J 2020

The Effect of Diabetes on Prognosis Following Myocardial Infarction Treated with Primary Angioplasty and Potent Antiplatelet Therapy

SIMEK, Stanislav, Zuzana MOŤOVSKÁ, Ota HLINOMAZ, Petr KALA, Milan HROMADKA et. al.

Basic information

Original name

The Effect of Diabetes on Prognosis Following Myocardial Infarction Treated with Primary Angioplasty and Potent Antiplatelet Therapy

Authors

SIMEK, Stanislav (203 Czech Republic), Zuzana MOŤOVSKÁ (703 Slovakia, guarantor), Ota HLINOMAZ (203 Czech Republic, belonging to the institution), Petr KALA (203 Czech Republic, belonging to the institution), Milan HROMADKA (203 Czech Republic), Jiri KNOT (203 Czech Republic), Ivo VARVAROVSKY (203 Czech Republic), Jaroslav DUSEK (203 Czech Republic), Richard ROKYTA (203 Czech Republic), Frantisek TOUSEK (203 Czech Republic), Michal SVOBODA (203 Czech Republic, belonging to the institution), Alexandra VODZINSKA (203 Czech Republic), Jan MROZEK (203 Czech Republic) and Jiří JARKOVSKÝ (203 Czech Republic)

Edition

Journal of Clinical Medicine, BASEL, MDPI, 2020, 2077-0383

Other information

Language

English

Type of outcome

Článek v odborném periodiku

Field of Study

30218 General and internal medicine

Country of publisher

Switzerland

Confidentiality degree

není předmětem státního či obchodního tajemství

References:

Impact factor

Impact factor: 4.241

RIV identification code

RIV/00216224:14110/20:00116476

Organization unit

Faculty of Medicine

UT WoS

000567080400001

Keywords in English

acute myocardial infarction; primary percutaneous coronary intervention; diabetes mellitus; prognosis; antiplatelets; prasugrel; ticagrelor; clopidogrel

Tags

International impact, Reviewed
Změněno: 21/9/2023 10:58, Mgr. Michal Petr

Abstract

V originále

Purpose: To investigate the prognostic significance of diabetes mellitus (DM) in patients with high risk acute myocardial infarction (AMI) treated with primary percutaneous coronary intervention (pPCI) in the era of potent antithrombotics. Methods: Data from 1230 ST-segment elevation myocardial infarction (STEMI) patients enrolled in the PRAGUE-18 (prasugrel vs. ticagrelor in pPCI) study were analyzed. Ischemic and bleeding event rates were calculated for patients with and without diabetes. The independent impact of diabetes on outcomes was evaluated after adjustment for outcome predictors. Results: The prevalence of DMwas 20% (N = 250). Diabetics were older and more often female. They were more likely to have hypertension, hyperlipoproteinemia, multivessel coronary disease and left main disease, and be obese. The primary net-clinical endpoint (EP) containing death, spontaneous nonfatal MI, stroke, severe bleeding, and revascularization at day 7 occurred in 6.1% of patients with, and in 3.5% of patients without DM (HR 1.8; 95% CI 0.978-3.315; p = 0.055). At one year, the key secondary endpoint defined as cardiovascular death, spontaneous MI, or stroke occurred in 8.8% with, and 5.5% withoutDM(HR 1.621; 95% CI 0.987-2.661; p = 0.054). In those with DM the risk of total one-year mortality (6.8% vs. 3.9% (HR 1.773; 95% CI 1.001-3.141; p = 0.047)) and the risk of nonfatal reinfarction (4.8% vs. 2.2% (HR 2.177; 95% CI 1.077-4.398; p = 0.026)) were significantly higher compared to in those without DM. There was no risk of major bleeding associated with DM (HR 0.861; 95% CI 0.554-1.339; p = 0.506). In the multivariate analysis, diabetes was independently associated with the one-year risk of reinfarction (HR 2.176; 95% Confidence Interval, 1.055-4.489; p = 0.035). Conclusion: Despite best practices STEMI treatment, diabetes is still associated with significantly worse prognoses, which highlights the importance of further improvements in the management of this high-risk population.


[Requirement]
In the following material, identify every line holding the string "will" and return it.

[Data supplied]
-------

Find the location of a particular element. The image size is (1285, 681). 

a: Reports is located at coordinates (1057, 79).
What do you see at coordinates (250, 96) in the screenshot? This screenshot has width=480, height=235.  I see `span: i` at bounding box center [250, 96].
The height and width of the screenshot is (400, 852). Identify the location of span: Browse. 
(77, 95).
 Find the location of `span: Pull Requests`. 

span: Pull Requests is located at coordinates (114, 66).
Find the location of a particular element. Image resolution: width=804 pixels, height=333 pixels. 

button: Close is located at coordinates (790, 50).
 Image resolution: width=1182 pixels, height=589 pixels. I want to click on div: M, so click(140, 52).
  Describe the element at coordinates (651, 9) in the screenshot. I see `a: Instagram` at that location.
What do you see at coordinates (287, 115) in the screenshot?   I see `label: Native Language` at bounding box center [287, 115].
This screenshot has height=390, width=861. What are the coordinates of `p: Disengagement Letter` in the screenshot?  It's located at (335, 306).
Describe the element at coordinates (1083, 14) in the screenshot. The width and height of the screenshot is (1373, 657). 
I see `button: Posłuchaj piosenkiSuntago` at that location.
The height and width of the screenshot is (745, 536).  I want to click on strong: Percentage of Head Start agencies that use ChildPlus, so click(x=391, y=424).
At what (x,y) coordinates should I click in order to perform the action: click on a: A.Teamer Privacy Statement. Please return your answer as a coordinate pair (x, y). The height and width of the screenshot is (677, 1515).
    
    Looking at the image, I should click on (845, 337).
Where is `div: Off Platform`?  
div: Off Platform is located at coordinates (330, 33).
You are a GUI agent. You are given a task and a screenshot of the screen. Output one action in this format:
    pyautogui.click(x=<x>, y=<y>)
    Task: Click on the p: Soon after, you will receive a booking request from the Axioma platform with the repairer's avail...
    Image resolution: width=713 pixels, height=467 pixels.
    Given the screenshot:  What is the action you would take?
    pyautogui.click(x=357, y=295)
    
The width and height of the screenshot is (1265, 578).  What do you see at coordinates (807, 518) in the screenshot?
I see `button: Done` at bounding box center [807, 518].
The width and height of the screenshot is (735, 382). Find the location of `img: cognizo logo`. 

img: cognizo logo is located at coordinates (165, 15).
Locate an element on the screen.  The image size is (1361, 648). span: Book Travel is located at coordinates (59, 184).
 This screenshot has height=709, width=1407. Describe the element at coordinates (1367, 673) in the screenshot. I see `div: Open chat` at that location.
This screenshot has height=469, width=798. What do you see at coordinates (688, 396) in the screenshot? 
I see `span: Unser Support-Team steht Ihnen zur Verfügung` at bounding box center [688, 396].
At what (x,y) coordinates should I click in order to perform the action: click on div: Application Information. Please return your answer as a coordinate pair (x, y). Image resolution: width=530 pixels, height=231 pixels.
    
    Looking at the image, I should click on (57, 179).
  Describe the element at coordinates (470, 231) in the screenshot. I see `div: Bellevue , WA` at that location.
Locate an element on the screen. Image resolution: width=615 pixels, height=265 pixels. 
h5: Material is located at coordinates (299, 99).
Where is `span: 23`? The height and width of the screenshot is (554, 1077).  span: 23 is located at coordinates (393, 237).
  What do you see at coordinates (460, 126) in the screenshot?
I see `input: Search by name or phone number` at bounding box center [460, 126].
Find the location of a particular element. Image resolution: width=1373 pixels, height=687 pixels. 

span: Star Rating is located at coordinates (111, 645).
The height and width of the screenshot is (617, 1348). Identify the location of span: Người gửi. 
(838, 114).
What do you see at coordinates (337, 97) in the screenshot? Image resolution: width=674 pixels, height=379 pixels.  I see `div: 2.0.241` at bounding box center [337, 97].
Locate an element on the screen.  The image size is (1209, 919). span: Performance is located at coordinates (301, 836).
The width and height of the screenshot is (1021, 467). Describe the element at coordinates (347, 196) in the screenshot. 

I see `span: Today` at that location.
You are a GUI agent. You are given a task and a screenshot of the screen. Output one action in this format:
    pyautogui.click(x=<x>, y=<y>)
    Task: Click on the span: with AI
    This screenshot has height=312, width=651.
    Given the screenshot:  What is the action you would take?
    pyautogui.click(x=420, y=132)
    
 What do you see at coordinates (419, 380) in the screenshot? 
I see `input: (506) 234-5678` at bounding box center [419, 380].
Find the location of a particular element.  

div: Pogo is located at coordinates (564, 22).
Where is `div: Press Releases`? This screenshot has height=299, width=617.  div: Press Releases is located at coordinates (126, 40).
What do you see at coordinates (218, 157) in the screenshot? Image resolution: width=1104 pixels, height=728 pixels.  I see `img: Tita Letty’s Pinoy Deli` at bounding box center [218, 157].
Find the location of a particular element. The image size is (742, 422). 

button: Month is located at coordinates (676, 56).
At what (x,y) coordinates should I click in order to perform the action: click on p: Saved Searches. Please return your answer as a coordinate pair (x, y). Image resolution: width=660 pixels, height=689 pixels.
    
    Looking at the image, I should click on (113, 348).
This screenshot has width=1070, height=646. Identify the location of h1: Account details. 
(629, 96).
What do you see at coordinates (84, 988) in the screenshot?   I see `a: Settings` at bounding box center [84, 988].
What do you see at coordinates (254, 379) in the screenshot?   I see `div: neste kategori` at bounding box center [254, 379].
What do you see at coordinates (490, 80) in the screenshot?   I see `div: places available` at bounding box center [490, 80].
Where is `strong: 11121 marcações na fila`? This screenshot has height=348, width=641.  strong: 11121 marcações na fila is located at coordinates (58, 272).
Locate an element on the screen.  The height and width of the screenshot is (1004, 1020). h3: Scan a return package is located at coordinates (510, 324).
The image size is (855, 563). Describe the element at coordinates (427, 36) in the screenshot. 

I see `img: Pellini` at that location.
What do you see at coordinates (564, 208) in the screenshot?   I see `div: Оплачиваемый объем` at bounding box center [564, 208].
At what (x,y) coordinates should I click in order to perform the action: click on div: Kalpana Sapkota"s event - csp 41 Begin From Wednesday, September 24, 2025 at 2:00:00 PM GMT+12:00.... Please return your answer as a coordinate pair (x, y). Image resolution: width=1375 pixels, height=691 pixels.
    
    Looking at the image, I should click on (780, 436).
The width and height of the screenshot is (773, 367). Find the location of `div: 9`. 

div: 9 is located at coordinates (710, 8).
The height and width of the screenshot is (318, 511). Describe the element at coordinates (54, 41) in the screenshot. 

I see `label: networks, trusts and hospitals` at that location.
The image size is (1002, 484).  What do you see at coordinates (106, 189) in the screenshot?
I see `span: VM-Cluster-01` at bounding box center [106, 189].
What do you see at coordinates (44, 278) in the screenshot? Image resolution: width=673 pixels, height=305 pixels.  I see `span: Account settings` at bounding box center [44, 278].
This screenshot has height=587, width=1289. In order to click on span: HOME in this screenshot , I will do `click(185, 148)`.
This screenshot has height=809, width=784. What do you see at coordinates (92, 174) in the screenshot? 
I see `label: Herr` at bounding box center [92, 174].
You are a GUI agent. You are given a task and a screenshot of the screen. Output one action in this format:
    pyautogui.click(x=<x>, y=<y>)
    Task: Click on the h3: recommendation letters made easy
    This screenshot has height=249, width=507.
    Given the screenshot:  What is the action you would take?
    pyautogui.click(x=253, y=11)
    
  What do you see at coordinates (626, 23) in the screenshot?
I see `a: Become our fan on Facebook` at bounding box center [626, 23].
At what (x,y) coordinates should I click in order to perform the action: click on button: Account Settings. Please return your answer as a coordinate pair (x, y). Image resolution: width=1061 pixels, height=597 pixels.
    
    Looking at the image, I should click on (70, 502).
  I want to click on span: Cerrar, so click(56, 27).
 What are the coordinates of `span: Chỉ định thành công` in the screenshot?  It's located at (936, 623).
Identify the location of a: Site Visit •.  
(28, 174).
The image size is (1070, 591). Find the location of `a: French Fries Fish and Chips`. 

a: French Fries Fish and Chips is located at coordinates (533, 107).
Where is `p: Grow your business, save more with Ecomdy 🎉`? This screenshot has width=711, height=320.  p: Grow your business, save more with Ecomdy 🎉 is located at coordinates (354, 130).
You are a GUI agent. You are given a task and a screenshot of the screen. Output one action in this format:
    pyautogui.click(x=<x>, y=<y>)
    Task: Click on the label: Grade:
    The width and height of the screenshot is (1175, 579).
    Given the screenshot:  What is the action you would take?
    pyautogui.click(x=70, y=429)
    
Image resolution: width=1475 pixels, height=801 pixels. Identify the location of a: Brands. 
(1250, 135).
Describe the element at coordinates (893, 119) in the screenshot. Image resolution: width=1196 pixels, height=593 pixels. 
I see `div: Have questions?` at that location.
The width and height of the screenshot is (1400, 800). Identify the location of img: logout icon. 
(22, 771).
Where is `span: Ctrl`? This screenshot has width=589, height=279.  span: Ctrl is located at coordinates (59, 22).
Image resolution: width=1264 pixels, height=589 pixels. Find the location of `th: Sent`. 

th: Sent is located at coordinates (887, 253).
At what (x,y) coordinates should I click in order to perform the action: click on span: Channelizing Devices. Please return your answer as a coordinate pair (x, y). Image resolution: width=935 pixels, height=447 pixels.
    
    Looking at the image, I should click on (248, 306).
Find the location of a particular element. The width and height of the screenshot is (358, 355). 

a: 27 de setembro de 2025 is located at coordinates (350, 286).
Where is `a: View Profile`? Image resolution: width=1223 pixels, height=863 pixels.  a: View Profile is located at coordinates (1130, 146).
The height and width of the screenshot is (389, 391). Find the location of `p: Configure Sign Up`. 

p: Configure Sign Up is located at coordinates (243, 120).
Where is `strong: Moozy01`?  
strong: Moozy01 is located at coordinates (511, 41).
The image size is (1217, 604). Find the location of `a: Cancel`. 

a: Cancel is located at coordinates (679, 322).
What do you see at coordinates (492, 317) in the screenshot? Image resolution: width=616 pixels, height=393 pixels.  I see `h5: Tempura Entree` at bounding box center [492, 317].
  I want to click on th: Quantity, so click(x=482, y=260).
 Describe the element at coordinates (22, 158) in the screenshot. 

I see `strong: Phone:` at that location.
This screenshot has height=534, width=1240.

-------

[Finished task]
    Task: Click on the p: Soon after, you will receive a booking request from the Axioma platform with the repairer's avail...
This screenshot has height=587, width=1289. In order to click on span: HOME in this screenshot , I will do `click(185, 148)`.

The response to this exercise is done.